Size means little in the world of contraband. Dependent upon the use, tiny items can fetch lucrative trade value or can score a coveted service. For example, certain medications could literally be worth their weight in gold if the supply is low or the effect is strongly desired.

Perhaps the irony is not lost as most corrections professionals ponder this. Medication is supposed to help certain offenders, yet is widely abused. Some will trade their beneficial medicine for unrelated goods and services.

The misuse of personal medication is widespread in corrections. Inmates develop new and creative uses for these substances regularly. A review of recent practices in facilities reveals the following novel applications:

• Female inmates crushing and inhaling the antihypertensive Clonodine to ‘get high.’

• Cascara sagrada in solution (constipation medication) is obtained and used. It has a fairly high alcohol content.

• Misuse of asthma inhalers by young inmates before exercise who mistakenly think it increases endurance.

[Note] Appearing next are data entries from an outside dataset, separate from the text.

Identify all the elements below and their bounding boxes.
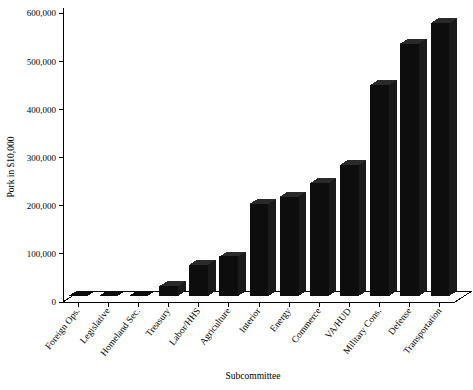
x-axis-category-label: Foreign Ops. — [43, 306, 81, 351]
y-axis-tick-label: 400,000 — [27, 105, 57, 115]
x-axis-category-label: Agriculture — [198, 306, 233, 347]
x-axis-category-labels: Foreign Ops.LegislativeHomeland Sec.Trea… — [43, 305, 443, 358]
x-axis-title: Subcommittee — [226, 371, 281, 381]
y-axis-tick-label: 0 — [52, 297, 57, 307]
bar-front-face — [159, 286, 178, 296]
x-axis-category-label: Treasury — [144, 306, 173, 339]
y-axis-tick-label: 500,000 — [27, 57, 57, 67]
bar — [400, 39, 426, 296]
x-axis-category-label: Defense — [386, 306, 413, 337]
bar — [340, 160, 366, 296]
bar — [219, 252, 245, 296]
y-axis-tick-label: 300,000 — [27, 153, 57, 163]
bar — [431, 18, 457, 296]
y-axis-tick-label: 600,000 — [27, 8, 57, 18]
bar-side-face — [299, 192, 307, 296]
bar-front-face — [189, 265, 208, 296]
bar — [280, 192, 306, 296]
x-axis-category-label: Energy — [268, 306, 293, 334]
bar — [250, 199, 276, 296]
bar-front-face — [250, 204, 269, 296]
bar-side-face — [238, 252, 246, 296]
bar-front-face — [370, 85, 389, 296]
x-axis-category-label: VA/HUD — [323, 306, 353, 340]
y-axis-title: Pork in $10,000 — [6, 136, 16, 197]
chart-bars — [69, 18, 457, 296]
y-axis-tick-labels: 0100,000200,000300,000400,000500,000600,… — [27, 8, 57, 307]
bar-chart: 0100,000200,000300,000400,000500,000600,… — [0, 0, 473, 390]
bar — [189, 260, 215, 296]
bar-front-face — [431, 23, 450, 296]
bar-front-face — [340, 165, 359, 296]
bar-side-face — [419, 39, 427, 296]
bar-side-face — [359, 160, 367, 296]
chart-canvas: 0100,000200,000300,000400,000500,000600,… — [0, 0, 473, 390]
bar — [310, 178, 336, 296]
bar-front-face — [280, 197, 299, 296]
bar-side-face — [449, 18, 457, 296]
bar — [370, 80, 396, 296]
x-axis-category-label: Commerce — [289, 306, 323, 345]
bar-front-face — [400, 44, 419, 296]
bar-side-face — [329, 178, 337, 296]
y-axis-tick-label: 100,000 — [27, 249, 57, 259]
bar-side-face — [208, 260, 216, 296]
x-axis-category-label: Interior — [237, 305, 263, 334]
bar-side-face — [389, 80, 397, 296]
bar-front-face — [219, 256, 238, 295]
bar-side-face — [268, 199, 276, 296]
bar-front-face — [310, 183, 329, 296]
y-axis-tick-label: 200,000 — [27, 201, 57, 211]
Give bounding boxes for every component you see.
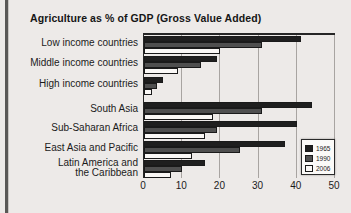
bar-2006-high-income-countries <box>144 89 152 95</box>
chart-page: Agriculture as % of GDP (Gross Value Add… <box>0 0 351 213</box>
legend-item-2006: 2006 <box>305 163 334 173</box>
legend-label: 2006 <box>313 165 330 172</box>
legend-item-1990: 1990 <box>305 153 334 163</box>
x-tick-label-50: 50 <box>328 180 339 191</box>
bar-2006-sub-saharan-africa <box>144 133 205 139</box>
category-label: East Asia and Pacific <box>5 143 138 153</box>
legend: 196519902006 <box>301 139 335 175</box>
category-label: Latin America and the Caribbean <box>5 158 138 177</box>
category-label: Low income countries <box>5 38 138 48</box>
x-tick-label-20: 20 <box>214 180 225 191</box>
bar-2006-south-asia <box>144 114 213 120</box>
x-tick-label-0: 0 <box>140 180 146 191</box>
chart-title: Agriculture as % of GDP (Gross Value Add… <box>30 12 261 24</box>
bar-2006-east-asia-and-pacific <box>144 153 192 159</box>
legend-swatch-1965 <box>305 145 313 152</box>
legend-label: 1965 <box>313 145 330 152</box>
bar-2006-latin-america-and <box>144 172 171 178</box>
x-tick-label-30: 30 <box>252 180 263 191</box>
legend-item-1965: 1965 <box>305 143 334 153</box>
legend-swatch-1990 <box>305 155 313 162</box>
legend-label: 1990 <box>313 155 330 162</box>
legend-swatch-2006 <box>305 165 313 172</box>
x-tick-label-40: 40 <box>290 180 301 191</box>
x-tick-label-10: 10 <box>176 180 187 191</box>
category-label: High income countries <box>5 79 138 89</box>
category-label: Sub-Saharan Africa <box>5 124 138 134</box>
bar-2006-middle-income-countries <box>144 68 178 74</box>
bar-2006-low-income-countries <box>144 48 220 54</box>
category-label: South Asia <box>5 104 138 114</box>
category-label: Middle income countries <box>5 58 138 68</box>
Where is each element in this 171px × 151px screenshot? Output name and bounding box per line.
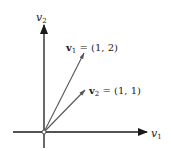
vector-diagram: v2 v1 v1 = (1, 2) v2 = (1, 1) <box>0 0 171 151</box>
vector-v1-label: v1 = (1, 2) <box>65 42 118 55</box>
vector-v2-label: v2 = (1, 1) <box>88 85 141 98</box>
y-axis-label: v2 <box>36 11 47 25</box>
vector-v1-arrow <box>44 53 84 132</box>
x-axis-label: v1 <box>151 127 162 141</box>
vector-v2-arrow <box>44 90 85 132</box>
origin-point <box>42 130 46 134</box>
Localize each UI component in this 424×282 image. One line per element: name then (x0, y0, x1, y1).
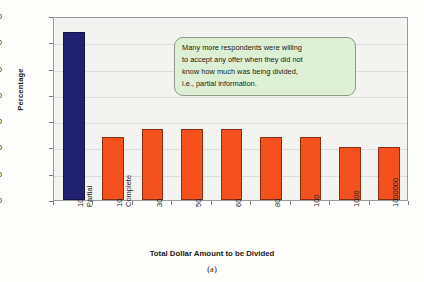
y-axis-title: Percentage (16, 50, 25, 130)
annotation-line: i.e., partial information. (182, 78, 348, 90)
y-tick-label: 20 (0, 143, 2, 152)
bar (102, 137, 124, 200)
y-tick-label: 50 (0, 65, 2, 74)
bar (260, 137, 282, 200)
y-tick-label: 30 (0, 117, 2, 126)
figure-container: Percentage 010203040506070 10Partial10Co… (0, 0, 424, 282)
annotation-line: know how much was being divided, (182, 66, 348, 78)
annotation-callout: Many more respondents were willingto acc… (174, 37, 356, 96)
bar (221, 129, 243, 200)
y-tick-label: 40 (0, 91, 2, 100)
y-tick-label: 10 (0, 170, 2, 179)
y-tick-label: 70 (0, 12, 2, 21)
figure-caption: (a) (0, 264, 424, 274)
x-tick-label: 10 (115, 199, 124, 207)
y-tick-label: 60 (0, 38, 2, 47)
x-tick-label: 100 (312, 194, 321, 207)
x-tick-mark (290, 201, 291, 205)
x-tick-label: 50 (194, 199, 203, 207)
x-tick-label-secondary: Complete (124, 175, 133, 207)
x-tick-mark (53, 201, 54, 205)
x-tick-mark (211, 201, 212, 205)
bar (142, 129, 164, 200)
x-tick-mark (171, 201, 172, 205)
x-tick-label: 10 (76, 199, 85, 207)
x-axis-title: Total Dollar Amount to be Divided (0, 249, 424, 258)
x-tick-label: 1000 (352, 190, 361, 207)
x-tick-mark (408, 201, 409, 205)
x-tick-mark (369, 201, 370, 205)
bar (181, 129, 203, 200)
annotation-line: Many more respondents were willing (182, 42, 348, 54)
x-tick-label: 30 (155, 199, 164, 207)
x-tick-label: 60 (234, 199, 243, 207)
bar (63, 32, 85, 200)
annotation-line: to accept any offer when they did not (182, 54, 348, 66)
gridline (54, 97, 407, 98)
x-tick-mark (250, 201, 251, 205)
x-tick-mark (329, 201, 330, 205)
x-tick-label: 80 (273, 199, 282, 207)
y-tick-label: 0 (0, 196, 2, 205)
x-tick-label-secondary: Partial (85, 186, 94, 207)
x-tick-label: 1000000 (391, 178, 400, 207)
bar (300, 137, 322, 200)
gridline (54, 123, 407, 124)
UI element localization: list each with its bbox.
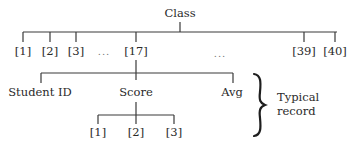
array-element-2: [2] — [42, 46, 58, 58]
score-element-2: [2] — [128, 127, 144, 139]
field-student-id: Student ID — [8, 87, 72, 99]
root-node-class: Class — [164, 8, 195, 20]
array-element-1: [1] — [15, 46, 31, 58]
score-element-3: [3] — [166, 127, 182, 139]
field-score: Score — [119, 87, 153, 99]
annotation-record: record — [277, 106, 316, 118]
array-element-17: [17] — [124, 46, 148, 58]
ellipsis-left: ... — [98, 47, 111, 57]
array-element-40: [40] — [323, 46, 347, 58]
array-element-3: [3] — [68, 46, 84, 58]
field-avg: Avg — [221, 87, 243, 99]
ellipsis-right: ... — [214, 49, 227, 59]
annotation-typical: Typical — [277, 92, 319, 104]
score-element-1: [1] — [90, 127, 106, 139]
curly-brace-icon — [250, 72, 270, 138]
array-element-39: [39] — [292, 46, 316, 58]
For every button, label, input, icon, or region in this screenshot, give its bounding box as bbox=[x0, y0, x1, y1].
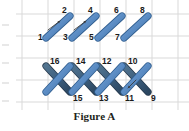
label-10: 10 bbox=[128, 57, 137, 66]
label-8: 8 bbox=[140, 6, 145, 15]
label-6: 6 bbox=[114, 6, 119, 15]
label-9: 9 bbox=[151, 94, 156, 103]
label-13: 13 bbox=[99, 94, 108, 103]
label-7: 7 bbox=[115, 33, 120, 42]
edge-mark-0 bbox=[2, 24, 9, 26]
figure-canvas: 24681357161412101513119 Figure A bbox=[0, 0, 189, 131]
figure-caption: Figure A bbox=[0, 110, 189, 123]
label-15: 15 bbox=[73, 94, 82, 103]
label-2: 2 bbox=[62, 6, 67, 15]
label-11: 11 bbox=[125, 94, 134, 103]
label-1: 1 bbox=[38, 33, 43, 42]
label-14: 14 bbox=[76, 57, 85, 66]
edge-mark-3 bbox=[2, 82, 9, 84]
edge-mark-4 bbox=[2, 100, 9, 102]
edge-mark-1 bbox=[2, 44, 9, 46]
top-stroke-s4 bbox=[124, 16, 148, 38]
bottom-zigzag-strokes bbox=[46, 66, 148, 92]
label-16: 16 bbox=[50, 57, 59, 66]
top-diagonal-strokes bbox=[46, 16, 148, 38]
label-5: 5 bbox=[89, 33, 94, 42]
edge-mark-2 bbox=[2, 62, 9, 64]
label-4: 4 bbox=[88, 6, 93, 15]
label-12: 12 bbox=[102, 57, 111, 66]
label-3: 3 bbox=[63, 33, 68, 42]
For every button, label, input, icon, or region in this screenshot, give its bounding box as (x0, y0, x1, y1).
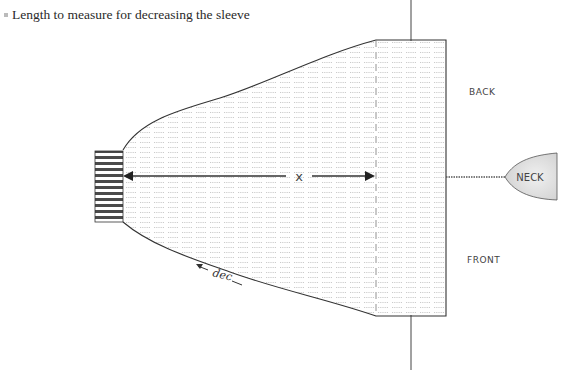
sleeve-diagram: x NECK BACK FRONT dec (0, 0, 563, 375)
cuff-ribbing (95, 151, 123, 222)
sleeve-shape (123, 40, 446, 316)
neck-label: NECK (516, 172, 544, 183)
back-label: BACK (469, 87, 496, 97)
dec-arrow-icon (196, 264, 203, 269)
measure-label: x (295, 169, 303, 184)
neck-shape: NECK (505, 153, 557, 200)
front-label: FRONT (467, 255, 500, 265)
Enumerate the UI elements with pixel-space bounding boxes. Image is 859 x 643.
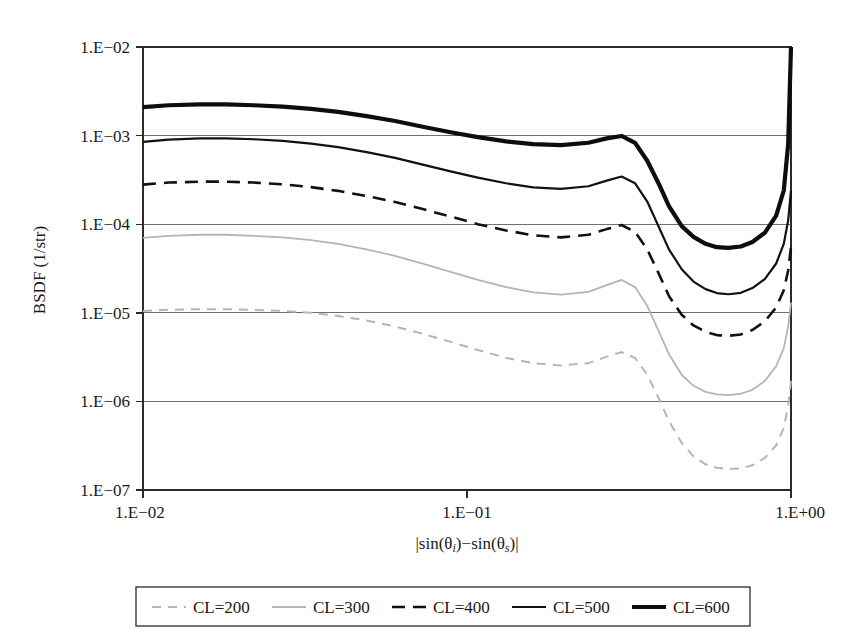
x-axis-title-sin-s: sin(θ xyxy=(471,534,505,553)
x-axis-title-minus: − xyxy=(462,534,472,553)
legend-label-cl-600: CL=600 xyxy=(673,598,730,617)
y-tick-label: 1.E−06 xyxy=(80,392,130,411)
bsdf-scatter-chart: 1.E−021.E−031.E−041.E−051.E−061.E−07 1.E… xyxy=(0,0,859,643)
y-tick-label: 1.E−04 xyxy=(80,215,130,234)
x-axis-title-bar-right: | xyxy=(515,534,518,553)
y-tick-label: 1.E−05 xyxy=(80,304,130,323)
legend-label-cl-400: CL=400 xyxy=(433,598,490,617)
x-axis-title: |sin(θi)−sin(θs)| xyxy=(415,534,518,555)
y-tick-label: 1.E−02 xyxy=(80,38,130,57)
x-tick-label: 1.E+00 xyxy=(775,503,825,522)
legend-label-cl-500: CL=500 xyxy=(553,598,610,617)
legend-label-cl-300: CL=300 xyxy=(313,598,370,617)
x-axis-title-sin-i: sin(θ xyxy=(419,534,453,553)
y-tick-label: 1.E−07 xyxy=(80,481,130,500)
y-tick-label: 1.E−03 xyxy=(80,127,130,146)
x-tick-label: 1.E−01 xyxy=(442,503,492,522)
legend-label-cl-200: CL=200 xyxy=(193,598,250,617)
y-axis-title: BSDF (1/str) xyxy=(30,226,49,314)
x-tick-label: 1.E−02 xyxy=(115,503,165,522)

• Misuse of nutritional supplements like Ensure by young inmates in order to ‘bulk up’ when muscle-building.

• Use of HIV medication with the unfounded and erroneous belief that the medication will prevent HIV and treat it as well.

More obvious medication diversion and misuse include nicotine patches and pain medications. When narcotics are not available in the environment, other pain medications such as Tramadol (Ultram) may be utilized. Tramadol, for some reason, was not classified as a controlled substance when approved by the FDA in the 1970s.

However, prison systems should consider it as a narcotic and limit inmate access as it has opiate properties and has high potential for abuse.

Reducing medical contraband
Below are some tips to help you reduce contraband in your facility:

• Work with health care staff to continually identify high-value medical contraband in your setting.

• Be particularly mindful of the medications that can be KOP (keep on person) in your facility.

• Institute a rigorous medication check program if your facility uses a KOP process. Inmates should only have in their possession medications still in identifiable cards with their name on it.

• Help new medical staff learn the ropes quickly. When doctors and nurses enter the system from the outside, they typically are not used to viewing medication, medical equipment and treatment supplies as potential contraband. New physicians, in particular, will be tested by the inmate population on how easily they can be maneuvered into ordering valued medications, medication exemptions (low bunks, special shoes) or unnecessary treatment materials (special creams or nutritionals).

A contraband item does not necessarily need to be a weapon in order for it to be dangerous to offenders and staff.

Certainly, the trade of medications is less directly perilous than a ten-inch-shank. But the exchange of goods and services that surround medication is staggering.

Many offenders go to great lengths to protect their illicit commerce. As the old saying goes, little things mean a lot. In the world of illegal trade in medicine, little things are often of significant worth and spawn many battles.